To analyze the purified proteins, we subjected them to size-exclusion chromatography using a Superdex 200 Increase 10/300 GL column on an ÄKTA FPLC system (Cytiva, Marlborough, MA, USA). We also performed SDS-PAGE using 4–12% Bis-Tris gels (Invitrogen) under both reducing and non-reducing conditions. For differential scanning fluorimetry, we diluted the protein samples to 1 μM in 40 μL PBS and placed them in PCR tubes; we then added 5× SYPRO Orange (Invitrogen, stock 5000×) to the samples before the analysis. The assay was performed in triplicate, with the temperature range spanning from 25 °C to 95 °C and a scan rate of 1 °C/min. We used an Applied Biosystems StepOnePlus RT-PCR instrument and analyzed the data using Protein Thermal ShiftTM Software version 1.3 (Thermo Fisher, Waltham, MA, USA), computing the temperature derivative of the melting curve.

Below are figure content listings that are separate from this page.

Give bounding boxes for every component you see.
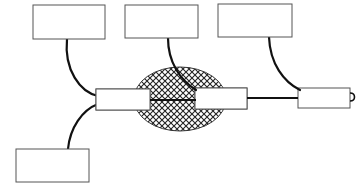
link-bottom-left: [68, 104, 98, 149]
connector-right[interactable]: [298, 88, 350, 108]
node-top-left[interactable]: [33, 5, 105, 39]
node-bottom-left[interactable]: [16, 149, 89, 182]
connector-middle-border: [195, 88, 247, 109]
link-top-right: [269, 37, 300, 90]
node-top-right[interactable]: [218, 4, 292, 37]
link-top-left: [67, 39, 98, 96]
node-top-middle[interactable]: [125, 5, 198, 38]
terminator-loop-icon: [350, 93, 355, 101]
connector-left-border: [96, 89, 150, 110]
network-diagram: [0, 0, 360, 186]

2.4. Affinity Measurements

For the Enzyme-Linked Immunosorbent Assay (ELISA), a NuncTM MicroWellTM 96-Well Flat-Bottom Microplate (Thermo Scientific, Waltham, MA, USA) was coated with 0.1 µM human FAP antigen overnight at 4 °C in 50 mM HEPES, 100 mM NaCl with a pH of 7.4. Subsequently, the wells were blocked with 200 μL 10% milk-PBS and washed 3 times with PBS. Serial dilutions of IL2-7NP2-TNFmut in 2% milk-PBS were titrated in the plate and incubated for 4 h at RT. The supernatant was discarded and the wells were washed with PBS before adding the Protein A-HRP detection antibody (1:1000, 100 µL/well, Invitrogen) in 2% milk-PBS and then incubated for 1 h at RT. Finally, the wells were rewashed 3 times with PBS-Tween (0.1% Tween20) and PBS, and 60 µL of the HRP substrate (BM Blue POD, Sigma-Aldrich, St. Louis, MI, USA) was added, and the reaction was quenched by 1 M H2SO4 (30 μL/well). Absorbance levels were measured on a Tecan Spark® Multimode Microplate at 620 nm and 450 nm. Experiments were performed in triplicate.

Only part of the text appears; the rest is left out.